Marble head of Herakles
An item at Metropolitan Museum of Art
Small-scale copy of a Greek statue of the early 3rd century B.C. The Greek hero, Herakles, is shown as a beardless young man with sideburns. He has cauliflower ears-disfigured by boxing--and a victory wreath around his head. The head bears a strong resemblance to a group of Roman works, known as the Lenback type, that probably reflect more or less closely a Greek bronze statue of the early Hellenistic period.
Greek and Roman Art
An exhibit at Metropolitan Museum of Art
The Museum's collection of Greek and Roman art comprises more than thirty thousand works ranging in date from the Neolithic period (ca. 4500 B.C.) to the time of the Roman emperor Constantine's conversion to Christianity in A.D. 312. It includes the art of many cultures and is among the most comprehensive in North America.

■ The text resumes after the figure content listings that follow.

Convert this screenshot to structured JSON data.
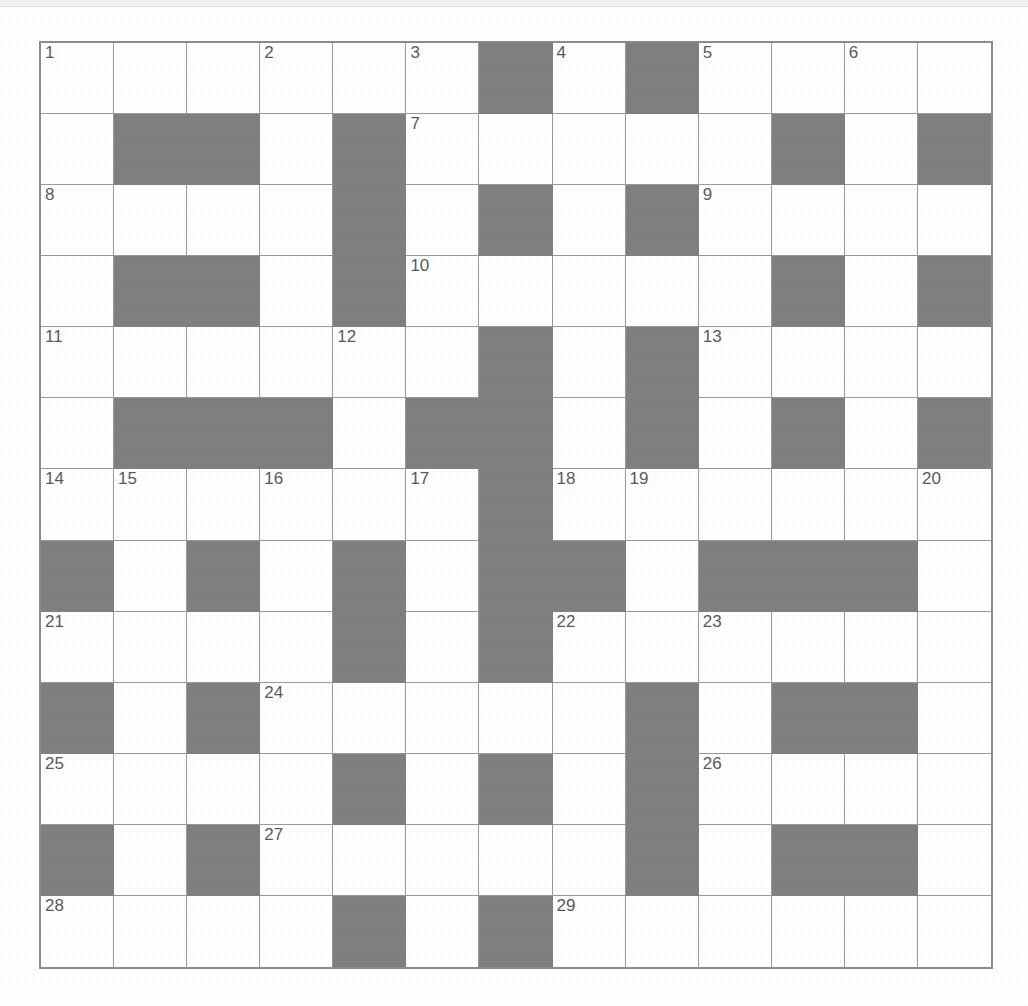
{
  "puzzle": {
    "type": "crossword-grid",
    "title": "Crossword puzzle grid",
    "rows": 13,
    "columns": 13,
    "colors": {
      "block": "#808080",
      "cell": "#ffffff",
      "grid_line": "#9a9a9a",
      "border": "#8c8c8c",
      "clue_number_text": "#5a5a5a",
      "page_background": "#ffffff"
    },
    "legend": {
      "block_label": "blocked square",
      "open_label": "open square"
    },
    "clue_numbers_present": [
      1,
      2,
      3,
      4,
      5,
      6,
      7,
      8,
      9,
      10,
      11,
      12,
      13,
      14,
      15,
      16,
      17,
      18,
      19,
      20,
      21,
      22,
      23,
      24,
      25,
      26,
      27,
      28,
      29
    ],
    "grid": [
      {
        "row": 1,
        "cells": [
          {
            "block": false,
            "num": "1"
          },
          {
            "block": false,
            "num": ""
          },
          {
            "block": false,
            "num": ""
          },
          {
            "block": false,
            "num": "2"
          },
          {
            "block": false,
            "num": ""
          },
          {
            "block": false,
            "num": "3"
          },
          {
            "block": true,
            "num": ""
          },
          {
            "block": false,
            "num": "4"
          },
          {
            "block": true,
            "num": ""
          },
          {
            "block": false,
            "num": "5"
          },
          {
            "block": false,
            "num": ""
          },
          {
            "block": false,
            "num": "6"
          },
          {
            "block": false,
            "num": ""
          }
        ]
      },
      {
        "row": 2,
        "cells": [
          {
            "block": false,
            "num": ""
          },
          {
            "block": true,
            "num": ""
          },
          {
            "block": true,
            "num": ""
          },
          {
            "block": false,
            "num": ""
          },
          {
            "block": true,
            "num": ""
          },
          {
            "block": false,
            "num": "7"
          },
          {
            "block": false,
            "num": ""
          },
          {
            "block": false,
            "num": ""
          },
          {
            "block": false,
            "num": ""
          },
          {
            "block": false,
            "num": ""
          },
          {
            "block": true,
            "num": ""
          },
          {
            "block": false,
            "num": ""
          },
          {
            "block": true,
            "num": ""
          }
        ]
      },
      {
        "row": 3,
        "cells": [
          {
            "block": false,
            "num": "8"
          },
          {
            "block": false,
            "num": ""
          },
          {
            "block": false,
            "num": ""
          },
          {
            "block": false,
            "num": ""
          },
          {
            "block": true,
            "num": ""
          },
          {
            "block": false,
            "num": ""
          },
          {
            "block": true,
            "num": ""
          },
          {
            "block": false,
            "num": ""
          },
          {
            "block": true,
            "num": ""
          },
          {
            "block": false,
            "num": "9"
          },
          {
            "block": false,
            "num": ""
          },
          {
            "block": false,
            "num": ""
          },
          {
            "block": false,
            "num": ""
          }
        ]
      },
      {
        "row": 4,
        "cells": [
          {
            "block": false,
            "num": ""
          },
          {
            "block": true,
            "num": ""
          },
          {
            "block": true,
            "num": ""
          },
          {
            "block": false,
            "num": ""
          },
          {
            "block": true,
            "num": ""
          },
          {
            "block": false,
            "num": "10"
          },
          {
            "block": false,
            "num": ""
          },
          {
            "block": false,
            "num": ""
          },
          {
            "block": false,
            "num": ""
          },
          {
            "block": false,
            "num": ""
          },
          {
            "block": true,
            "num": ""
          },
          {
            "block": false,
            "num": ""
          },
          {
            "block": true,
            "num": ""
          }
        ]
      },
      {
        "row": 5,
        "cells": [
          {
            "block": false,
            "num": "11"
          },
          {
            "block": false,
            "num": ""
          },
          {
            "block": false,
            "num": ""
          },
          {
            "block": false,
            "num": ""
          },
          {
            "block": false,
            "num": "12"
          },
          {
            "block": false,
            "num": ""
          },
          {
            "block": true,
            "num": ""
          },
          {
            "block": false,
            "num": ""
          },
          {
            "block": true,
            "num": ""
          },
          {
            "block": false,
            "num": "13"
          },
          {
            "block": false,
            "num": ""
          },
          {
            "block": false,
            "num": ""
          },
          {
            "block": false,
            "num": ""
          }
        ]
      },
      {
        "row": 6,
        "cells": [
          {
            "block": false,
            "num": ""
          },
          {
            "block": true,
            "num": ""
          },
          {
            "block": true,
            "num": ""
          },
          {
            "block": true,
            "num": ""
          },
          {
            "block": false,
            "num": ""
          },
          {
            "block": true,
            "num": ""
          },
          {
            "block": true,
            "num": ""
          },
          {
            "block": false,
            "num": ""
          },
          {
            "block": true,
            "num": ""
          },
          {
            "block": false,
            "num": ""
          },
          {
            "block": true,
            "num": ""
          },
          {
            "block": false,
            "num": ""
          },
          {
            "block": true,
            "num": ""
          }
        ]
      },
      {
        "row": 7,
        "cells": [
          {
            "block": false,
            "num": "14"
          },
          {
            "block": false,
            "num": "15"
          },
          {
            "block": false,
            "num": ""
          },
          {
            "block": false,
            "num": "16"
          },
          {
            "block": false,
            "num": ""
          },
          {
            "block": false,
            "num": "17"
          },
          {
            "block": true,
            "num": ""
          },
          {
            "block": false,
            "num": "18"
          },
          {
            "block": false,
            "num": "19"
          },
          {
            "block": false,
            "num": ""
          },
          {
            "block": false,
            "num": ""
          },
          {
            "block": false,
            "num": ""
          },
          {
            "block": false,
            "num": "20"
          }
        ]
      },
      {
        "row": 8,
        "cells": [
          {
            "block": true,
            "num": ""
          },
          {
            "block": false,
            "num": ""
          },
          {
            "block": true,
            "num": ""
          },
          {
            "block": false,
            "num": ""
          },
          {
            "block": true,
            "num": ""
          },
          {
            "block": false,
            "num": ""
          },
          {
            "block": true,
            "num": ""
          },
          {
            "block": true,
            "num": ""
          },
          {
            "block": false,
            "num": ""
          },
          {
            "block": true,
            "num": ""
          },
          {
            "block": true,
            "num": ""
          },
          {
            "block": true,
            "num": ""
          },
          {
            "block": false,
            "num": ""
          }
        ]
      },
      {
        "row": 9,
        "cells": [
          {
            "block": false,
            "num": "21"
          },
          {
            "block": false,
            "num": ""
          },
          {
            "block": false,
            "num": ""
          },
          {
            "block": false,
            "num": ""
          },
          {
            "block": true,
            "num": ""
          },
          {
            "block": false,
            "num": ""
          },
          {
            "block": true,
            "num": ""
          },
          {
            "block": false,
            "num": "22"
          },
          {
            "block": false,
            "num": ""
          },
          {
            "block": false,
            "num": "23"
          },
          {
            "block": false,
            "num": ""
          },
          {
            "block": false,
            "num": ""
          },
          {
            "block": false,
            "num": ""
          }
        ]
      },
      {
        "row": 10,
        "cells": [
          {
            "block": true,
            "num": ""
          },
          {
            "block": false,
            "num": ""
          },
          {
            "block": true,
            "num": ""
          },
          {
            "block": false,
            "num": "24"
          },
          {
            "block": false,
            "num": ""
          },
          {
            "block": false,
            "num": ""
          },
          {
            "block": false,
            "num": ""
          },
          {
            "block": false,
            "num": ""
          },
          {
            "block": true,
            "num": ""
          },
          {
            "block": false,
            "num": ""
          },
          {
            "block": true,
            "num": ""
          },
          {
            "block": true,
            "num": ""
          },
          {
            "block": false,
            "num": ""
          }
        ]
      },
      {
        "row": 11,
        "cells": [
          {
            "block": false,
            "num": "25"
          },
          {
            "block": false,
            "num": ""
          },
          {
            "block": false,
            "num": ""
          },
          {
            "block": false,
            "num": ""
          },
          {
            "block": true,
            "num": ""
          },
          {
            "block": false,
            "num": ""
          },
          {
            "block": true,
            "num": ""
          },
          {
            "block": false,
            "num": ""
          },
          {
            "block": true,
            "num": ""
          },
          {
            "block": false,
            "num": "26"
          },
          {
            "block": false,
            "num": ""
          },
          {
            "block": false,
            "num": ""
          },
          {
            "block": false,
            "num": ""
          }
        ]
      },
      {
        "row": 12,
        "cells": [
          {
            "block": true,
            "num": ""
          },
          {
            "block": false,
            "num": ""
          },
          {
            "block": true,
            "num": ""
          },
          {
            "block": false,
            "num": "27"
          },
          {
            "block": false,
            "num": ""
          },
          {
            "block": false,
            "num": ""
          },
          {
            "block": false,
            "num": ""
          },
          {
            "block": false,
            "num": ""
          },
          {
            "block": true,
            "num": ""
          },
          {
            "block": false,
            "num": ""
          },
          {
            "block": true,
            "num": ""
          },
          {
            "block": true,
            "num": ""
          },
          {
            "block": false,
            "num": ""
          }
        ]
      },
      {
        "row": 13,
        "cells": [
          {
            "block": false,
            "num": "28"
          },
          {
            "block": false,
            "num": ""
          },
          {
            "block": false,
            "num": ""
          },
          {
            "block": false,
            "num": ""
          },
          {
            "block": true,
            "num": ""
          },
          {
            "block": false,
            "num": ""
          },
          {
            "block": true,
            "num": ""
          },
          {
            "block": false,
            "num": "29"
          },
          {
            "block": false,
            "num": ""
          },
          {
            "block": false,
            "num": ""
          },
          {
            "block": false,
            "num": ""
          },
          {
            "block": false,
            "num": ""
          },
          {
            "block": false,
            "num": ""
          }
        ]
      }
    ]
  }
}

The geographic regions represented are Greece and Italy, but not as delimited by modern political frontiers: Greek colonies were established around the Mediterranean basin and on the shores of the Black Sea, and Cyprus became increasingly Hellenized. For Roman art, the geographical limits coincide with the expansion of the Roman Empire. The department also exhibits the art of prehistoric Greece (Helladic, Cycladic, and Minoan) and pre-Roman art of Italic peoples, notably the Etruscans.